Number of lesions is an independent predictor of VER. These findings agree with previous studies in which multiple tumors were related to a higher recurrence rate and shorter survival time of iCCA [26, 27]. In a large study of 880 iCCA patients, Tsilimigras et al. [7] demonstrated that the number of lesions is a reliable predictor for VER in iCCA. In addition, the number of lesions may help to guide preoperative and postoperative treatment strategies for patients.

Variable AP enhancement patterns can be seen on postcontrast MRI images, and the most common of IMCC is rim-enhancement pattern [14]. In the current study, we demonstrated that diffuse hypoenhancement was a risk factor that increased the probability of VER. Consistent with a recent study, Min et al [15] found that the trend of prognosis improvement was increasing from the hypoenhancement group to the rim enhancement group and then to the hyperenhancement group.
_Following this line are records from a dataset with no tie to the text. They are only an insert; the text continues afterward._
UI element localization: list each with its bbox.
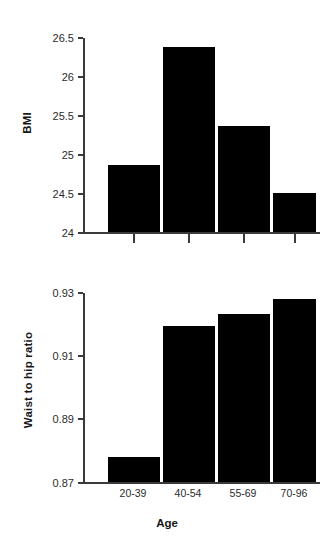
bar-bmi-20-39: [108, 165, 160, 232]
y-tick-label-whr-0-93: 0.93: [18, 287, 74, 299]
y-tick-label-whr-0-87: 0.87: [18, 477, 74, 489]
y-axis-title-bmi: BMI: [21, 93, 33, 153]
bar-whr-55-69: [218, 314, 270, 482]
bar-bmi-40-54: [163, 47, 215, 232]
y-tick-mark-whr-0-89: [78, 418, 83, 420]
y-tick-label-whr-0-89: 0.89: [18, 413, 74, 425]
bar-bmi-70-96: [273, 193, 316, 232]
y-tick-mark-whr-0-91: [78, 355, 83, 357]
y-tick-mark-bmi-25-5: [78, 115, 83, 117]
y-axis-line-bmi: [83, 38, 85, 234]
y-tick-label-bmi-25: 25: [26, 149, 74, 161]
bar-whr-70-96: [273, 299, 316, 482]
x-tick-label-whr-55-69: 55-69: [230, 487, 257, 499]
bar-whr-20-39: [108, 457, 160, 482]
y-tick-mark-bmi-24-5: [78, 193, 83, 195]
y-tick-label-bmi-25-5: 25.5: [26, 110, 74, 122]
y-tick-label-whr-0-91: 0.91: [18, 350, 74, 362]
x-tick-mark-bmi-55-69: [243, 234, 245, 243]
x-tick-label-whr-20-39: 20-39: [120, 487, 147, 499]
y-axis-line-whr: [83, 293, 85, 484]
x-axis-title-age: Age: [0, 517, 334, 529]
whr-chart-panel: Waist to hip ratio 0.93 0.91 0.89 0.87 2…: [0, 262, 334, 550]
bar-whr-40-54: [163, 326, 215, 482]
y-tick-mark-bmi-26: [78, 76, 83, 78]
y-tick-label-bmi-26: 26: [26, 71, 74, 83]
y-axis-title-whr: Waist to hip ratio: [22, 310, 34, 450]
x-tick-label-whr-40-54: 40-54: [175, 487, 202, 499]
figure-canvas: BMI 26.5 26 25.5 25 24.5 24 Waist to hip: [0, 0, 334, 550]
bar-bmi-55-69: [218, 126, 270, 232]
x-tick-mark-bmi-70-96: [294, 234, 296, 243]
y-tick-label-bmi-26-5: 26.5: [26, 32, 74, 44]
y-tick-mark-bmi-25: [78, 154, 83, 156]
y-tick-mark-whr-0-93: [78, 292, 83, 294]
x-tick-label-whr-70-96: 70-96: [281, 487, 308, 499]
y-tick-mark-bmi-26-5: [78, 37, 83, 39]
x-tick-mark-bmi-20-39: [133, 234, 135, 243]
y-tick-label-bmi-24: 24: [26, 227, 74, 239]
x-axis-line-whr: [83, 482, 320, 484]
x-tick-mark-bmi-40-54: [188, 234, 190, 243]
bmi-chart-panel: BMI 26.5 26 25.5 25 24.5 24: [0, 0, 334, 262]
y-tick-label-bmi-24-5: 24.5: [26, 188, 74, 200]
x-axis-line-bmi: [83, 232, 320, 234]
Besides, on histopathology, the diffuse hypoenhancement on AP may be mainly caused by abundant necrosis and stromal fibrosis [28], both of which play an important roles in promoting enhanced malignant behavior, therapeutic resistance and poor prognosis [29, 30].

Our study shows that necrosis is a predictor for VER. A common assumption for the development of tumor necrosis is that rapid growth of malignant cells, especially in more aggressive cancer types, exceeds its own blood supply and then produces hypoxia conditions, leading to tissue necrosis areas [31]. Tsilimigras et al noted that tumor necrosis was related to shorter recurrence-free survival in patients with T1 stage iCCA [32], indicating that this evaluation might be used to guide clinical decision making, routinely.

Lymph node metastasis has already been reported as an extremely poor prognostic risk factor after curative resection for iCCA [33, 34]. Besides, suspicious lymph node on imaging was associated with actual positive lymph nodes, which is commonly recognized and acceptted in AJCC TNM staging systems [35]. In additiona, our results showed that preoperative suspicious lymph node was an independent predictor of VER, which was consistent with previous study [7]. This result suggested that suspicious lymph nodes could serve as a convenient biomarker for the prediction of invasive biological behavior that provide prognostic information.

In addition, the results of univariate analysis showed that increasing CA 19-9 and tumor size are associated with the occurrence of VER as well, whereas they were not independent factors. High serum CA19-9 and large tumor size are reflected the tumor burden in some studies, and is associated with poor OS and proposed as a component of prognostic models [33, 36, 37].

Our study has some limitations that are worth noting. First, it is possible that the long-term retrospective research design in a single-institution has caused selection bias. Second, the contrast agents and MRI protocols used in the current study were different. However, the heterogeneity of the MRI protocol may strengthen the generalizability, as it reflects the actual clinical practice. Third, subsequent treatments after surgery may play a critical role in the occurrence of VER, however, because of its complexity and diversity, the detail of treatments was not included in the analysis of the study. Forth, in our study, 61 (31.6%) patients did not undergo lymphadenectomy, making it difficult to accurately evaluate lymph node status (Nx). Lymphadenectomy is not always performed, especially in those without suspicious metastatic lymph nodes based on preoperative imaging. Considering the inevitable limitation, we have adopted the variable of preoperative suspicious lymph node as a substitute for lymph node metastasis. Finally, although the proposed predictive nomogram performed well on the validation cohort in the same institution, external validation is still needed.

Conclusion

In conclusion, our study presents a predictive nomogram that incorporates number of lesions, diffuse hypoenhancement on AP, necrosis, and suspicious lymph nodes, which can be conveniently used to facilitate the preoperative individualized prediction of VER and may become a tool to guide individual management in patients with IMCC.